Comment Re:Wasted time (Score 5, Interesting) 337

Actually, the 2011 Steven Soderbergh movie Contagion is a fairly realistic depiction of a pandemic and the reaction in the US and around the world. Well-researched, keeps the fearmongering to a minimum while still depicting a scary scenario. Takes into account the role of fringe media in spreading panic/pseudoscientific "cures," among other clever touches. A public health organization arranged for a free screening in my area, with a Q&A period afterward, if that gives you any indication of its accuracy.

Comment Re:Android is not Linux ... (Score 1) 321

Funny you mention this. When I got my first (and last) Android phone, I was honestly expecting a somewhat functional/scriptable Linux environment with Perl, some web server, and a sane package manager I imagined that I would be able to script behaviour and set up a cron job to make a call or connect to the net......

What a strange thing to say. Do you expect that of your consumer Wi-Fi router, too? I mean, sure, there are third-party firmwares that will let you do some of that stuff, but that's true of Android, too.

Comment Re:I don't want a fart app for my desktop. (Score 1) 512

When did mobile devs get the collective meme to be lazy in mobile apps?

It's the platform vendors that are encouraging it. "Come make apps over here, kids, it's a goldmine! We need tens of thousands more apps by next week to help sell the platform, so get cracking!" A couple of weeks ago, Microsoft put out a tool that was basically a wizard-based UI for generating trivial, pointless "info about my restaurant!" apps. How are customers supposed to find the signal through all the noise when that's how the app store is run?

Comment Alignment (Score 1) 139

What I don't understand about this shocking new "alignment between Intel and Google" is that all of the Chrombooks up until the second-generation Samsung have used Intel chips. The first few used Atoms, and I think Acer is using something called a Celeron (though what goes by that brand these days, I'm not sure). Samsung's newest one uses its own Exynos chip, but it's unique in that. All of the rest of them use Intel chips. So what has changed, exactly?

Comment Re:Size does matter. (Score 1) 294

I kinda hear that, about size, but I agree with the others who say that until you've tried to lug around a great big tablet, you don't realize the advantage of the smaller size. Pinch-to-zoom can take you a long way with devices like this.

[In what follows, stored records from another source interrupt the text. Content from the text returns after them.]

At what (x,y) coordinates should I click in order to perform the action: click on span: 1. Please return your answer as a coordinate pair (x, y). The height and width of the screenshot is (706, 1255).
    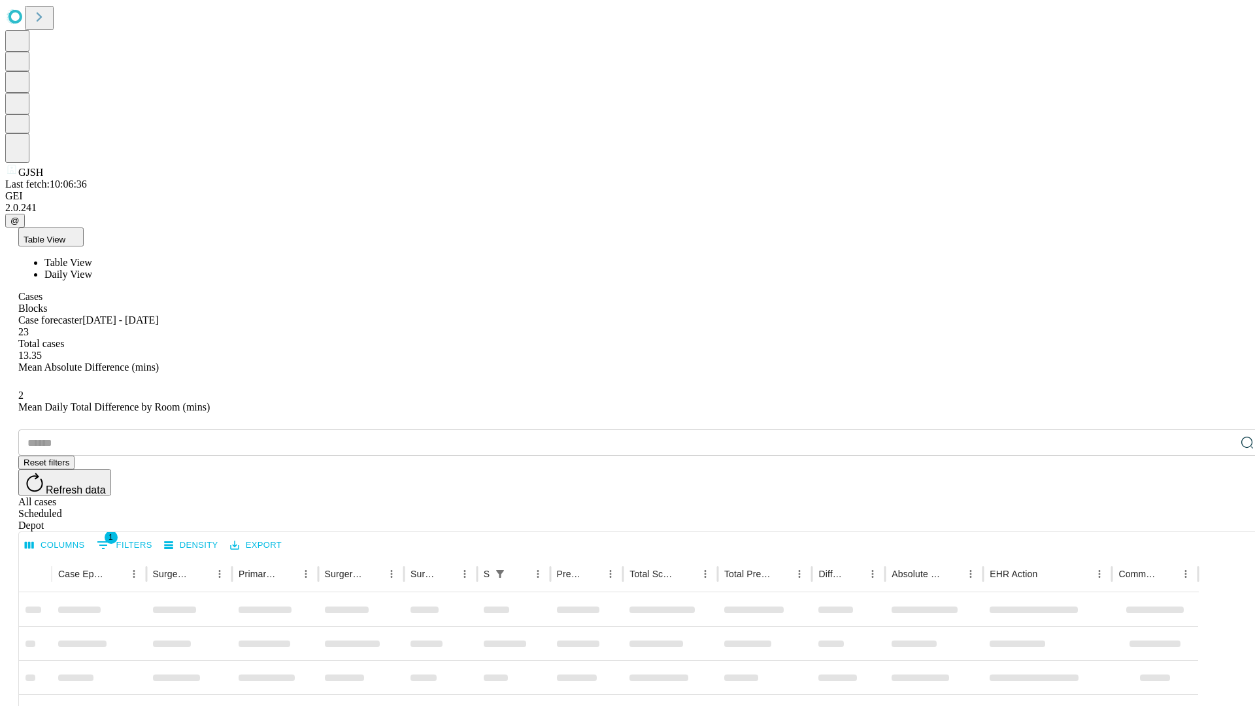
    Looking at the image, I should click on (111, 537).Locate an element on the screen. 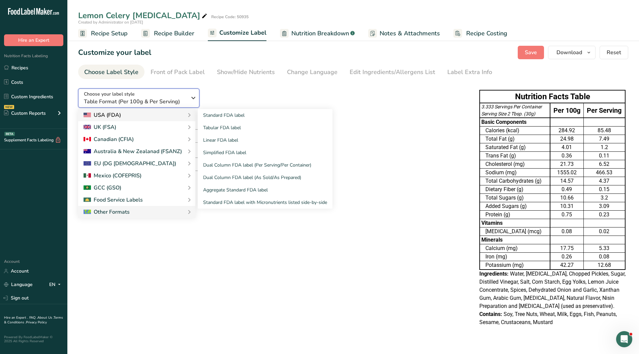 This screenshot has width=639, height=354. div: Australia & New Zealanad (FSANZ) is located at coordinates (133, 152).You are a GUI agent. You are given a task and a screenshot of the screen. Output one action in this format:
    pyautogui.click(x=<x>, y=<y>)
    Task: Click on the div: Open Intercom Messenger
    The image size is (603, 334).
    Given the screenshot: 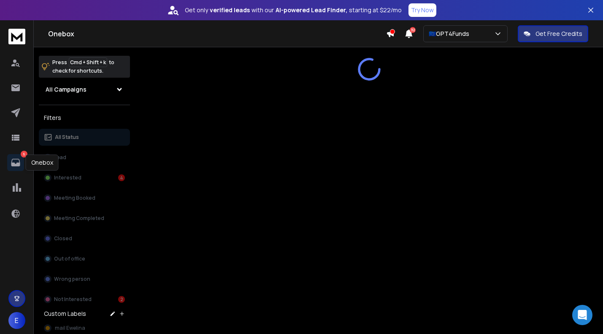 What is the action you would take?
    pyautogui.click(x=583, y=315)
    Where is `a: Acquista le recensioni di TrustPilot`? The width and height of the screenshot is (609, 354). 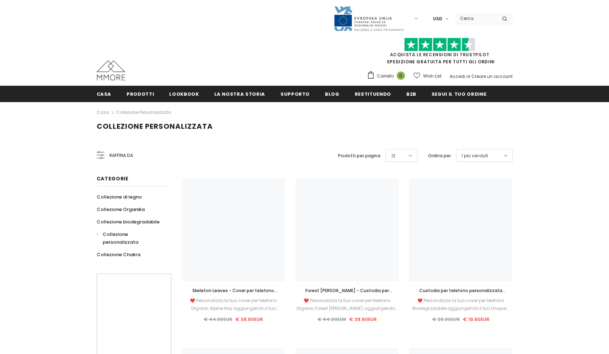
a: Acquista le recensioni di TrustPilot is located at coordinates (440, 54).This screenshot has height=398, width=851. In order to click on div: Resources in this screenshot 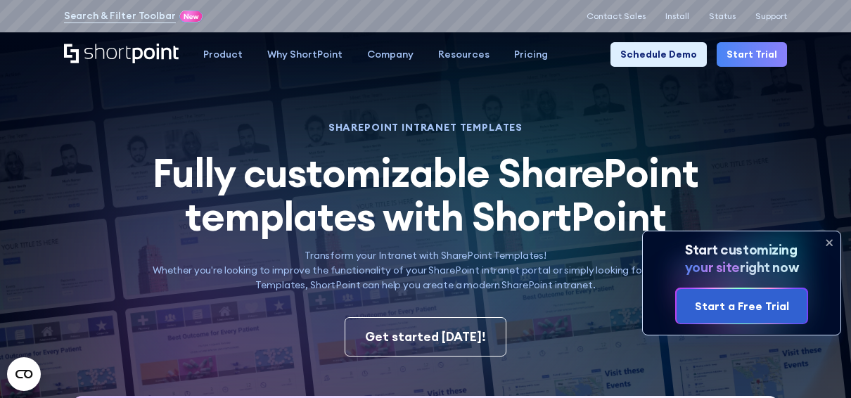, I will do `click(464, 54)`. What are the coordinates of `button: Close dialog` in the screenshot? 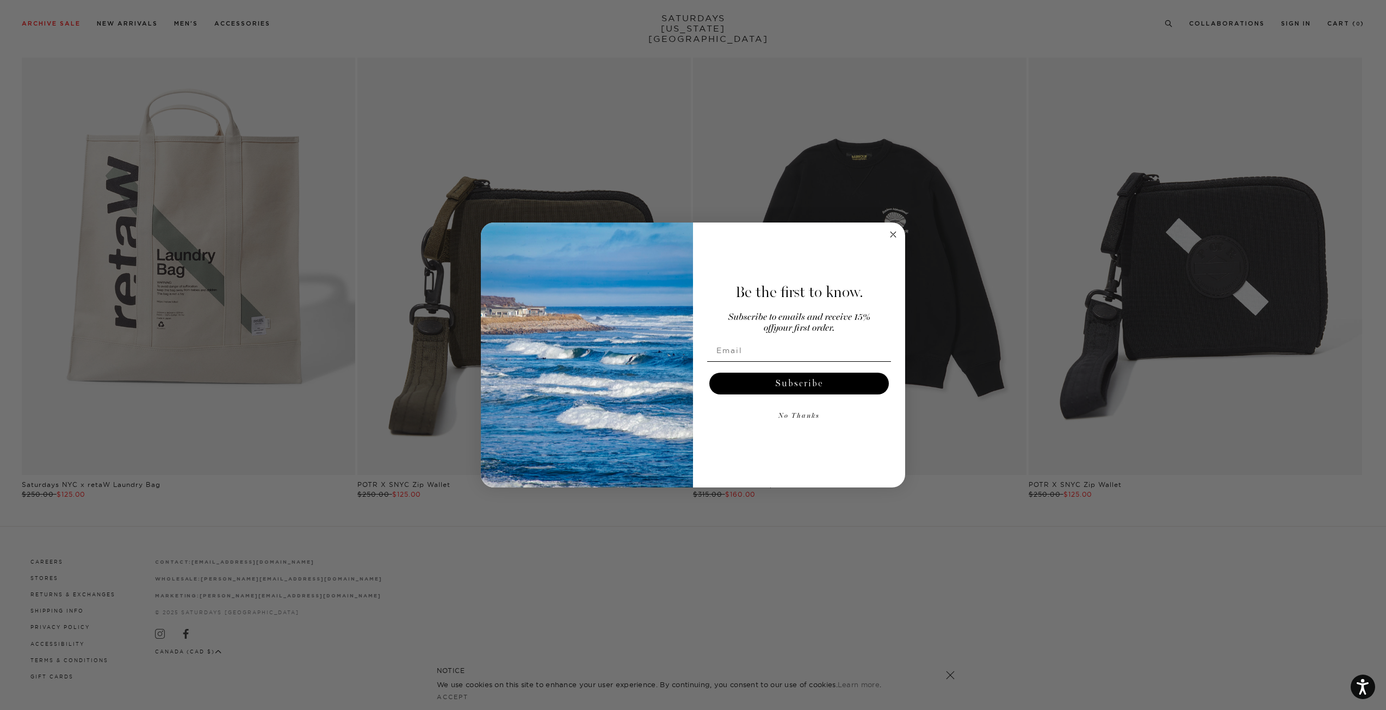 It's located at (893, 234).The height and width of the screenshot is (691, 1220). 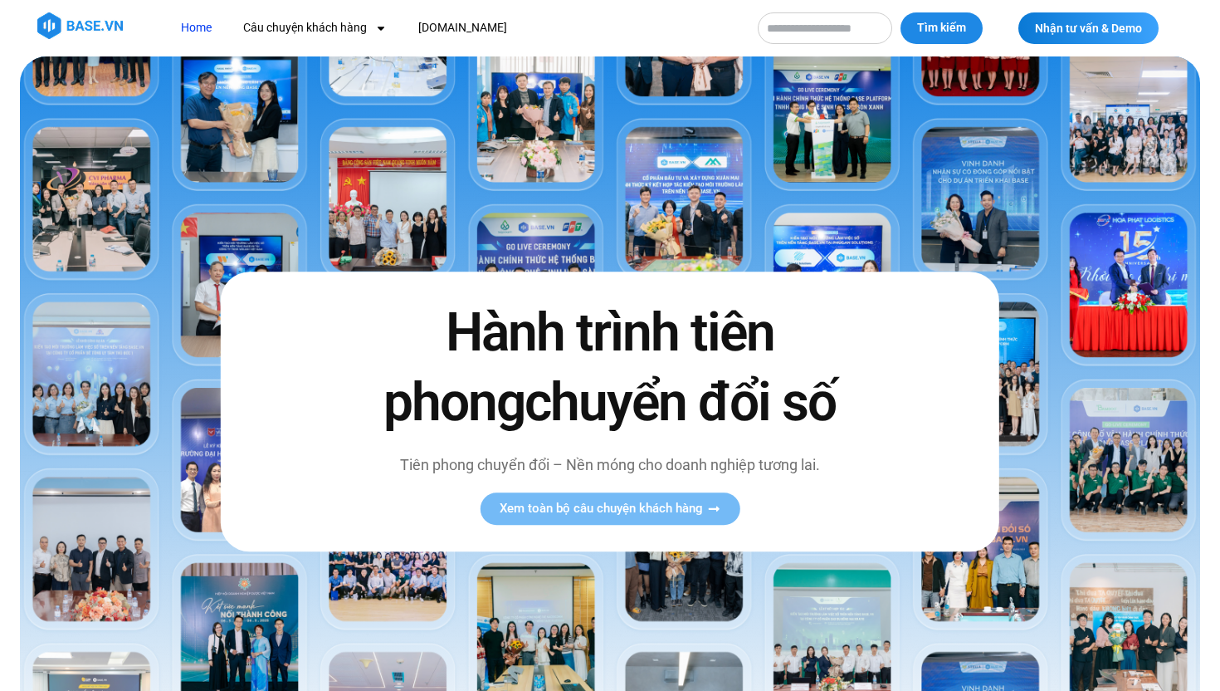 What do you see at coordinates (609, 508) in the screenshot?
I see `a: Xem toàn bộ câu chuyện khách hàng` at bounding box center [609, 508].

That said, yeah, I've had a Surface Pro for a while and I've never really said, "Whoah, I gotta fire up Photoshop and try out that pen!" So maybe the screen does want to be just a little bit bigger for that.

Comment Re:Lesson not learned (Score 5, Informative) 331

If you're not charging people for your images, then leeches aren't stealing anything.

Except your bandwidth. Image leeches typically do things like linking your images to their MySpace page, or using them as the background image for some other website full of ad spam links, so you end up paying for their site. It wouldn't be so bad if they just "stole" your images by downloading them and using them themselves. The problem is that they don't download your images.

Comment Re:I beg to differ, sir (Score 1) 340

Prototypes of a modern calculator could be coded in Java-Script or Dart and presented
on a browser.

I seriously question whether JavaScript's internal number representation would be accurate enough to implement a calculator for use in education. All numbers in JavaScript are represented as double-precision floats, which IMHO are not going to be accurate enough for engineering or science use (except, perhaps, with some very fancy footwork on the part of the developer).

Also, my understanding is that phones, tablets and the like are not allowed in classrooms precisely because their broad programmability makes it easy for students to cheat. How hard would it be for a student to flip back and forth between an app that looks like a calculator and a browser window with all the answers in it? Hardware calculators offer educators some assurance that this isn't happening.